Google’s 10 to the 10th project winners – spawning innovative solutions.


Google’s  Project 10 to the 10th gathered 150,000 ideas and filtered them to five great ideas listed below.  Each will receive huge funding from Google:

Idea: Make educational content available online for free

The Khan Academy is a non-profit educational organization that provides high-quality, free education to anyone, anywhere via an online library of more than 1,600 teaching videos. We are providing $2 million to support the creation of more courses and to enable the Khan Academy to translate their core library into the world’s most widely spoken languages.

Enhance science and engineering education

FIRST is a non-profit organization that promotes science and math education around the world through team competition. Its mission is to inspire young people to be science and technology leaders by giving them real world experience working with professional engineers and scientists. We are providing $3 million to develop and jump start new student-driven robotics team fundraising programs that will empower more student teams to participate in FIRST

Make government more transparent

Project funded: Public.Resource.Org is a non-profit organization focused on enabling online access to public government documents in the United States. We are providing $2 million to Public.Resource.Org to support the Law.Gov initiative, which aims to make all primary legal materials in the United States available to all.

Drive innovation in public transport

Project funded: Shweeb is a concept for short to medium distance, urban personal transport, using human-powered vehicles on a monorail. We are providing $1 million to fund research and development to test Shweeb’s technology for an urban setting

Provide quality education to African students

Project funded: The African Institute for Mathematical Sciences (AIMS) is a center for math and science education and research in Cape Town, South Africa. AIMS’ primary focus is a one-year bridge program for recent university graduates that helps build skills and knowledge prior to Masters and PhD study. We are providing $2 million to fund the opening of additional AIMS centers to promote graduate level math and science study in Africa.

http://www.project10tothe100.com/

THANKS GOOGLE!

————    Joe rambles on —————-

I love the innovative spirit in contests and project like these, and also believe funding from deep pockets like Google is critical because I think in general innovations …. fail…. even in the for profit sector.     However in that sector we reward success hugely, so we get a fair number of entrepreneurial “players” who are looking to win the innovation lottery, and these players tend to spin out a few good ideas among mostly bad ones.

The current USA system tends to dramatically reward success and ruthlessly kill commercial failure, which is probably a good approach to optimize business success.  A common mistake by those who argue that “innovation is golden” is to only look at the few innovative projects that have had huge success  (Apple Computer, Google, etc) and ignore the *thousands* of failed innovations, most of which most of us never hear about.      One of the big lessons that should have been learned from the internet and real estate bubbles is that innovation does NOT foster success – it simply fosters new ideas.     Most internet companies that were spawned during the bubble have failed where a few like Google have become global economic powerhouses.

But as usual I digress.   THANKS Google for helping to spawn new ideas to do good.   That’s cool.

1 thought on “Google’s 10 to the 10th project winners – spawning innovative solutions.

  1. Make government more transparent

    I agree with this one. Public.Resource.org’s looks like an important resource. There have been some moves towards recognizing “transparency” in California–as with the Brown Act–but on the whole neither political party seems overly interested in implementing transparency on local, state, and national levels (even with supposed Brown act violations it’s rather difficult to obtain all the communications–whether written, email, phone, etc).

    Political power in a sense depends on secrecy and being off the record, whether that’s the Mayor of Ashland or Ahhnuld Schwarzenegger or Obama. Transparency’s usually just a selling point–as it was for Obama during his campaign. Once BO took office he didn’t exactly uphold the transparent govt. he said he would.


▶ [THE PROBLEM] Every entry has to be output exactly, with none skipped.

▶ [DATA SUPPLIED]
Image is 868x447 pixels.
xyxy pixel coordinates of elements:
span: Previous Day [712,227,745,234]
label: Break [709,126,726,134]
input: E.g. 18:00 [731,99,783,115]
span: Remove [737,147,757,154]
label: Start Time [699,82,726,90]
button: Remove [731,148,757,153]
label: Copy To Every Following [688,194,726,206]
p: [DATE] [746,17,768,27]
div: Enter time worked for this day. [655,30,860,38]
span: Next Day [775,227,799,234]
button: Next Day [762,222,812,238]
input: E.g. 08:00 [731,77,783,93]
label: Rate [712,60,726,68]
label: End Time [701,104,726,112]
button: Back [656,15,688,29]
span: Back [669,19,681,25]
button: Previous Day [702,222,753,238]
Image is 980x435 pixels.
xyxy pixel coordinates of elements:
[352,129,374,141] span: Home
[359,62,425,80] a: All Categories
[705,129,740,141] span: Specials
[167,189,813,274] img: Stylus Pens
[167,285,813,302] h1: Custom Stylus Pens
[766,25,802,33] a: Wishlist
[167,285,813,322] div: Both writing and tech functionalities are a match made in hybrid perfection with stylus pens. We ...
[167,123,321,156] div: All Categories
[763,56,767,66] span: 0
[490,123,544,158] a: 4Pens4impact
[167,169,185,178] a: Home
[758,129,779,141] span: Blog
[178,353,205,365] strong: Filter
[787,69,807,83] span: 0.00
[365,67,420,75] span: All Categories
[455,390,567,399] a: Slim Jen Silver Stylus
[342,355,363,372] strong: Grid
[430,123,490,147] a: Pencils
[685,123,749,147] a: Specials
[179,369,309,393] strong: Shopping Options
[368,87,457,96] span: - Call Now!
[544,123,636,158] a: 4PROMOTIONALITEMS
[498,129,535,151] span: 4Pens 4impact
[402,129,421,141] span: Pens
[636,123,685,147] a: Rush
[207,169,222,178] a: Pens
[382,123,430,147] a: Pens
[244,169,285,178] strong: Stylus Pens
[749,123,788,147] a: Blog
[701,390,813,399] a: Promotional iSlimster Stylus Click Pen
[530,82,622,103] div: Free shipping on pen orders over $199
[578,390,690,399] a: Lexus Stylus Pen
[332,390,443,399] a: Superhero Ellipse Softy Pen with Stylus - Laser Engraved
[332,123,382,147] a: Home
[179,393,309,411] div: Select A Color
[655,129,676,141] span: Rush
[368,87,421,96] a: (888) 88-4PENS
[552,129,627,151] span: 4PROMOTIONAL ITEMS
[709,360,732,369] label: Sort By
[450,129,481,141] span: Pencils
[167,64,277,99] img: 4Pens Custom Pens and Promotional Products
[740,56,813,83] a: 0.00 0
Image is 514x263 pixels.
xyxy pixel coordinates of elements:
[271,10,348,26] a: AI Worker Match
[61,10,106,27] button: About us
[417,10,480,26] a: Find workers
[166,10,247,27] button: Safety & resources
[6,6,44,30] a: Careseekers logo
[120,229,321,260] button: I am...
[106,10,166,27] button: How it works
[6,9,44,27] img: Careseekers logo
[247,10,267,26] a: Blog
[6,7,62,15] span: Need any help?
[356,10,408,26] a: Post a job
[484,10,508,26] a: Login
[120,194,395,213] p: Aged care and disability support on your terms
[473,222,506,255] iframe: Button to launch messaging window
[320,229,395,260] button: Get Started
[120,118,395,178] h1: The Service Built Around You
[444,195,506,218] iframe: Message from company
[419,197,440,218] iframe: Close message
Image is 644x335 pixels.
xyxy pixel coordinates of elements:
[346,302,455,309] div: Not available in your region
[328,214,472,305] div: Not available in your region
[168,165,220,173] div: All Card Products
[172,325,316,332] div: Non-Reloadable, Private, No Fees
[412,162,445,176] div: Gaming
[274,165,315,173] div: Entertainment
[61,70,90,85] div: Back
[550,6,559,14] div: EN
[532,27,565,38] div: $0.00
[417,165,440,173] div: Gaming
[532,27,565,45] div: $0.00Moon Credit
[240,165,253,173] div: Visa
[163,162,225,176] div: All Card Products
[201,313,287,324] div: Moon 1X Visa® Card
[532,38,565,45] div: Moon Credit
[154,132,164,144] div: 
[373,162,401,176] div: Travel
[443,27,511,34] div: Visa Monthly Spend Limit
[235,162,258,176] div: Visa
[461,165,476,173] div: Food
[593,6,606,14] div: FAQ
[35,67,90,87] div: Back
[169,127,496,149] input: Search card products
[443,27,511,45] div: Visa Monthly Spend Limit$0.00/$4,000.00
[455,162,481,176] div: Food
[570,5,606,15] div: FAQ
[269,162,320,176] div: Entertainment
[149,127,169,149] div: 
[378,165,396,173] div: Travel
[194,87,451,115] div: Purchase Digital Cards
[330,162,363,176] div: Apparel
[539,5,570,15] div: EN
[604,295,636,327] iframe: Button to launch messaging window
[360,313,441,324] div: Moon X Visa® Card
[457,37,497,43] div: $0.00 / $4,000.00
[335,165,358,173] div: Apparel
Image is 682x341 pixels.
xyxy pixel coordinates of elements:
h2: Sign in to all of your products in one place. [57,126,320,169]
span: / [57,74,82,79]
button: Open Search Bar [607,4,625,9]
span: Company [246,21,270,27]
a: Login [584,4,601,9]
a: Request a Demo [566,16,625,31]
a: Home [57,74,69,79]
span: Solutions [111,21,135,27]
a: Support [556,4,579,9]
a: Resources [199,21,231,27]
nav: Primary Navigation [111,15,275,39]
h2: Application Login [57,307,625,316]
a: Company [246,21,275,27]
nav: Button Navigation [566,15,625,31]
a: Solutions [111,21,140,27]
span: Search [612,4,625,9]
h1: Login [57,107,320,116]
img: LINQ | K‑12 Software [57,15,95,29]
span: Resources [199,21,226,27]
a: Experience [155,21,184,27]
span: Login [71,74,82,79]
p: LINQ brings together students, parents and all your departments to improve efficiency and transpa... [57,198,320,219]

▶ [RESPONSE TO THIS EXERCISE]
Image is 868x447 pixels.
xyxy pixel coordinates of elements:
span: Previous Day [712,227,745,234]
label: Break [709,126,726,134]
input: E.g. 18:00 [731,99,783,115]
span: Remove [737,147,757,154]
label: Start Time [699,82,726,90]
button: Remove [731,148,757,153]
label: Copy To Every Following [688,194,726,206]
p: [DATE] [746,17,768,27]
div: Enter time worked for this day. [655,30,860,38]
span: Next Day [775,227,799,234]
button: Next Day [762,222,812,238]
input: E.g. 08:00 [731,77,783,93]
label: Rate [712,60,726,68]
label: End Time [701,104,726,112]
button: Back [656,15,688,29]
span: Back [669,19,681,25]
button: Previous Day [702,222,753,238]
Image is 980x435 pixels.
xyxy pixel coordinates of elements:
[352,129,374,141] span: Home
[359,62,425,80] a: All Categories
[705,129,740,141] span: Specials
[167,189,813,274] img: Stylus Pens
[167,285,813,302] h1: Custom Stylus Pens
[766,25,802,33] a: Wishlist
[167,285,813,322] div: Both writing and tech functionalities are a match made in hybrid perfection with stylus pens. We ...
[167,123,321,156] div: All Categories
[763,56,767,66] span: 0
[490,123,544,158] a: 4Pens4impact
[167,169,185,178] a: Home
[758,129,779,141] span: Blog
[178,353,205,365] strong: Filter
[787,69,807,83] span: 0.00
[365,67,420,75] span: All Categories
[455,390,567,399] a: Slim Jen Silver Stylus
[342,355,363,372] strong: Grid
[430,123,490,147] a: Pencils
[685,123,749,147] a: Specials
[179,369,309,393] strong: Shopping Options
[368,87,457,96] span: - Call Now!
[544,123,636,158] a: 4PROMOTIONALITEMS
[498,129,535,151] span: 4Pens 4impact
[402,129,421,141] span: Pens
[636,123,685,147] a: Rush
[207,169,222,178] a: Pens
[382,123,430,147] a: Pens
[244,169,285,178] strong: Stylus Pens
[749,123,788,147] a: Blog
[701,390,813,399] a: Promotional iSlimster Stylus Click Pen
[530,82,622,103] div: Free shipping on pen orders over $199
[578,390,690,399] a: Lexus Stylus Pen
[332,390,443,399] a: Superhero Ellipse Softy Pen with Stylus - Laser Engraved
[332,123,382,147] a: Home
[179,393,309,411] div: Select A Color
[655,129,676,141] span: Rush
[368,87,421,96] a: (888) 88-4PENS
[552,129,627,151] span: 4PROMOTIONAL ITEMS
[709,360,732,369] label: Sort By
[450,129,481,141] span: Pencils
[167,64,277,99] img: 4Pens Custom Pens and Promotional Products
[740,56,813,83] a: 0.00 0
Image is 514x263 pixels.
xyxy pixel coordinates of elements:
[271,10,348,26] a: AI Worker Match
[61,10,106,27] button: About us
[417,10,480,26] a: Find workers
[166,10,247,27] button: Safety & resources
[6,6,44,30] a: Careseekers logo
[120,229,321,260] button: I am...
[106,10,166,27] button: How it works
[6,9,44,27] img: Careseekers logo
[247,10,267,26] a: Blog
[6,7,62,15] span: Need any help?
[356,10,408,26] a: Post a job
[484,10,508,26] a: Login
[120,194,395,213] p: Aged care and disability support on your terms
[473,222,506,255] iframe: Button to launch messaging window
[320,229,395,260] button: Get Started
[120,118,395,178] h1: The Service Built Around You
[444,195,506,218] iframe: Message from company
[419,197,440,218] iframe: Close message
Image is 644x335 pixels.
xyxy pixel coordinates of elements:
[346,302,455,309] div: Not available in your region
[328,214,472,305] div: Not available in your region
[168,165,220,173] div: All Card Products
[172,325,316,332] div: Non-Reloadable, Private, No Fees
[412,162,445,176] div: Gaming
[274,165,315,173] div: Entertainment
[61,70,90,85] div: Back
[550,6,559,14] div: EN
[532,27,565,38] div: $0.00
[417,165,440,173] div: Gaming
[532,27,565,45] div: $0.00Moon Credit
[240,165,253,173] div: Visa
[163,162,225,176] div: All Card Products
[201,313,287,324] div: Moon 1X Visa® Card
[532,38,565,45] div: Moon Credit
[154,132,164,144] div: 
[373,162,401,176] div: Travel
[443,27,511,34] div: Visa Monthly Spend Limit
[235,162,258,176] div: Visa
[461,165,476,173] div: Food
[593,6,606,14] div: FAQ
[35,67,90,87] div: Back
[169,127,496,149] input: Search card products
[443,27,511,45] div: Visa Monthly Spend Limit$0.00/$4,000.00
[455,162,481,176] div: Food
[570,5,606,15] div: FAQ
[269,162,320,176] div: Entertainment
[149,127,169,149] div: 
[378,165,396,173] div: Travel
[194,87,451,115] div: Purchase Digital Cards
[330,162,363,176] div: Apparel
[539,5,570,15] div: EN
[604,295,636,327] iframe: Button to launch messaging window
[360,313,441,324] div: Moon X Visa® Card
[457,37,497,43] div: $0.00 / $4,000.00
[335,165,358,173] div: Apparel
Image is 682x341 pixels.
xyxy pixel coordinates of elements:
h2: Sign in to all of your products in one place. [57,126,320,169]
span: / [57,74,82,79]
button: Open Search Bar [607,4,625,9]
span: Company [246,21,270,27]
a: Login [584,4,601,9]
a: Request a Demo [566,16,625,31]
a: Home [57,74,69,79]
span: Solutions [111,21,135,27]
a: Support [556,4,579,9]
a: Resources [199,21,231,27]
nav: Primary Navigation [111,15,275,39]
h2: Application Login [57,307,625,316]
a: Company [246,21,275,27]
nav: Button Navigation [566,15,625,31]
a: Solutions [111,21,140,27]
span: Search [612,4,625,9]
h1: Login [57,107,320,116]
img: LINQ | K‑12 Software [57,15,95,29]
span: Resources [199,21,226,27]
a: Experience [155,21,184,27]
span: Login [71,74,82,79]
p: LINQ brings together students, parents and all your departments to improve efficiency and transpa... [57,198,320,219]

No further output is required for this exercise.